→ **DATA RECORDS**
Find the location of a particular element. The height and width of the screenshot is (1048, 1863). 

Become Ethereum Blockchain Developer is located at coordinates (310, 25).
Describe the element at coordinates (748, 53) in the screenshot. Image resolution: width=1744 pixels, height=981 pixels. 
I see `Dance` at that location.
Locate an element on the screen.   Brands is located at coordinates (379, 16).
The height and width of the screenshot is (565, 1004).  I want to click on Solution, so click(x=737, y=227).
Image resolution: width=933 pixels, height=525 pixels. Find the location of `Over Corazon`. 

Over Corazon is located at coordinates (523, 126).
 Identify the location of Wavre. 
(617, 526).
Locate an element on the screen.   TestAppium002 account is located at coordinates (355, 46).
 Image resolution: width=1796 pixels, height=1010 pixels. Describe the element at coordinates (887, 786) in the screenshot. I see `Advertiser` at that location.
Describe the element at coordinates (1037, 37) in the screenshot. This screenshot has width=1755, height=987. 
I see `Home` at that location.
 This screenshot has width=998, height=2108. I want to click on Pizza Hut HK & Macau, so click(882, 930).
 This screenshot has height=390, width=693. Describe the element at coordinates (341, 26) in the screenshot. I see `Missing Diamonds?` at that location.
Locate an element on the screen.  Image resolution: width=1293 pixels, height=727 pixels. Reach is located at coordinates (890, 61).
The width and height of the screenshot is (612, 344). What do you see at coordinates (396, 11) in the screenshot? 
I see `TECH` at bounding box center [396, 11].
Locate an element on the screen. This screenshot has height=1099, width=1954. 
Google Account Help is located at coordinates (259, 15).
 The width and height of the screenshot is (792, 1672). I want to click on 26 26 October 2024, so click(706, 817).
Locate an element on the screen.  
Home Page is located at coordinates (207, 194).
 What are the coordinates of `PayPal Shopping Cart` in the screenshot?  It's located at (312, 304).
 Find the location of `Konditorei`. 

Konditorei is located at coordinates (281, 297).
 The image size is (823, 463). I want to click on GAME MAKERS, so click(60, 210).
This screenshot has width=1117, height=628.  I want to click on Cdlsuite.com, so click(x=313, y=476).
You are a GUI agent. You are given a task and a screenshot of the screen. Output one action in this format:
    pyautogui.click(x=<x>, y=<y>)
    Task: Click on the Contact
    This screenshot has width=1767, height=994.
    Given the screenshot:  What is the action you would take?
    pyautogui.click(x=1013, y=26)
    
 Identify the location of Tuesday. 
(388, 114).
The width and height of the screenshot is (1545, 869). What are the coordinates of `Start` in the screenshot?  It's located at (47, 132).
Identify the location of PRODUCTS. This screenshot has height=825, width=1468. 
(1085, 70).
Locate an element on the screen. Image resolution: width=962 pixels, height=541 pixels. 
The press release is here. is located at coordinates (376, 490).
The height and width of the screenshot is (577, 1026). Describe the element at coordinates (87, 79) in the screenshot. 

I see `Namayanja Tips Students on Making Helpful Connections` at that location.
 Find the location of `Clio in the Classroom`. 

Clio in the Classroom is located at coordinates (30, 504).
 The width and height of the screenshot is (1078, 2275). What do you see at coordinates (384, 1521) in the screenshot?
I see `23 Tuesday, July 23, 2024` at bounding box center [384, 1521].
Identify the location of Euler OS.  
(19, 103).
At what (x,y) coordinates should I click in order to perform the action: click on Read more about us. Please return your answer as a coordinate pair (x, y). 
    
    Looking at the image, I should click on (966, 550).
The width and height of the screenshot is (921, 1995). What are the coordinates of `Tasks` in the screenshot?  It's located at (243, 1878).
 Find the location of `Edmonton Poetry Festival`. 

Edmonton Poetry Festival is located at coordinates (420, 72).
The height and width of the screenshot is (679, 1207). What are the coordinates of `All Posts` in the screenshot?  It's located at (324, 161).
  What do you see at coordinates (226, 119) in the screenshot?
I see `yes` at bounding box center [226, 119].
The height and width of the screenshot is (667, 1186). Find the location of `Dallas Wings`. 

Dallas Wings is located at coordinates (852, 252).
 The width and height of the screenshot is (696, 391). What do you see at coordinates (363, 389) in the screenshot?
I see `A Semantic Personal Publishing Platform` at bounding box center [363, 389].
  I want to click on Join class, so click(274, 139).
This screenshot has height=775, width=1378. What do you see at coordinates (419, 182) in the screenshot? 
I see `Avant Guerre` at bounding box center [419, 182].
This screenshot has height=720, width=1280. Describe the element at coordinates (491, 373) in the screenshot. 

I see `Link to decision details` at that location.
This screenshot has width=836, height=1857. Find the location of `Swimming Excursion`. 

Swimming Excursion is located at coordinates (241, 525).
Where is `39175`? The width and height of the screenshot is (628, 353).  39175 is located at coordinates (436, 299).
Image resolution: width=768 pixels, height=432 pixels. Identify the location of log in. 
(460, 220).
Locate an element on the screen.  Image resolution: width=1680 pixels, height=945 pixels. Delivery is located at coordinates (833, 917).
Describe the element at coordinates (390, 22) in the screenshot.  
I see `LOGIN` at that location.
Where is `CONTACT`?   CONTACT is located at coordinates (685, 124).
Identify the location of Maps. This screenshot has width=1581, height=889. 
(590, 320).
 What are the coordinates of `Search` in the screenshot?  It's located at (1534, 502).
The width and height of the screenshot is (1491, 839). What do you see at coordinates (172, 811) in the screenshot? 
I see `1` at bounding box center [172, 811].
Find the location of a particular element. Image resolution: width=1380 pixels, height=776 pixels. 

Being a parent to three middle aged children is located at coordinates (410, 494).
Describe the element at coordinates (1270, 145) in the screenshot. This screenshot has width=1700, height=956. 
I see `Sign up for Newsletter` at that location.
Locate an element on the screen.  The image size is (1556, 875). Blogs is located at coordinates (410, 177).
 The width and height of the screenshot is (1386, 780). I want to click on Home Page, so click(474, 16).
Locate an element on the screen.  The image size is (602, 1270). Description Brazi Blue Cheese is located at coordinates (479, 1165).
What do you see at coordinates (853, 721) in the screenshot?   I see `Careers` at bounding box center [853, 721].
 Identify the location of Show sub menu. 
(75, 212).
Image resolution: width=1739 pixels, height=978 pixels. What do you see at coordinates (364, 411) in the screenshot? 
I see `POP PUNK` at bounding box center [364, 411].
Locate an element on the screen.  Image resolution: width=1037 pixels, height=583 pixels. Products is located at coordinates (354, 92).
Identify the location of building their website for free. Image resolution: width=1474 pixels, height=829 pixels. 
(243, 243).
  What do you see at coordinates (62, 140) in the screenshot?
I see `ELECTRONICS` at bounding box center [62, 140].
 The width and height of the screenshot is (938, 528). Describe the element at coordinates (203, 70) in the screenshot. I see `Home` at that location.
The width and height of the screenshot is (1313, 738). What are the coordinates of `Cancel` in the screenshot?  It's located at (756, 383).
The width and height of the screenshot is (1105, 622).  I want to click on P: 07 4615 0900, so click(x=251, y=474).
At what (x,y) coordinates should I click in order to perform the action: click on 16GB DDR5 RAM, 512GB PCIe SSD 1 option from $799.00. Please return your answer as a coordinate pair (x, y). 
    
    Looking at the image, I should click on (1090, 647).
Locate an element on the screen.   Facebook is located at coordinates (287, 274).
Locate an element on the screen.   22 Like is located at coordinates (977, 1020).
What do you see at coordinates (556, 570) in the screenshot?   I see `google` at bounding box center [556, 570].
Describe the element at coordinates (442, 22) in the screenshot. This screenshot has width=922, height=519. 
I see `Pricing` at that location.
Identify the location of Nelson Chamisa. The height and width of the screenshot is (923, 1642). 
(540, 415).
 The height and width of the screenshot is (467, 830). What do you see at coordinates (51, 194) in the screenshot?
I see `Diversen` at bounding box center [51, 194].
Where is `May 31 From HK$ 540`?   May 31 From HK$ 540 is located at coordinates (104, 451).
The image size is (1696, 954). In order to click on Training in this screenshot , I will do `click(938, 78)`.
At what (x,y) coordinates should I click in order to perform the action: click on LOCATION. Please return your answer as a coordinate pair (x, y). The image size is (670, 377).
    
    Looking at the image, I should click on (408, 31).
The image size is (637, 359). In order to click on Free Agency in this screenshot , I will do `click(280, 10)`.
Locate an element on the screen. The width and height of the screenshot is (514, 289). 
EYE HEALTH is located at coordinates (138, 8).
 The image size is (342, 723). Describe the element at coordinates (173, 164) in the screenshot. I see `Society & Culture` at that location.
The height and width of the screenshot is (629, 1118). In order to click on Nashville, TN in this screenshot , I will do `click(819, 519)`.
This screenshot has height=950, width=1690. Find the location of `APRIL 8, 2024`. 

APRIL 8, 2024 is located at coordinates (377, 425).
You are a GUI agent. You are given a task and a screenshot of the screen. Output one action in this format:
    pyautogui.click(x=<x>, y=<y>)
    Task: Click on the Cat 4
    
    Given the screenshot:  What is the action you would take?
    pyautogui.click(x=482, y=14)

→ **WHAT NEEDS TO BE DONE**
Go through the records above and return every line that holds the string "Where".

→ **EXERCISE SOLUTION**
Where is `39175`? The width and height of the screenshot is (628, 353).  39175 is located at coordinates (436, 299).
Where is `CONTACT`?   CONTACT is located at coordinates (685, 124).
Where is `May 31 From HK$ 540`?   May 31 From HK$ 540 is located at coordinates (104, 451).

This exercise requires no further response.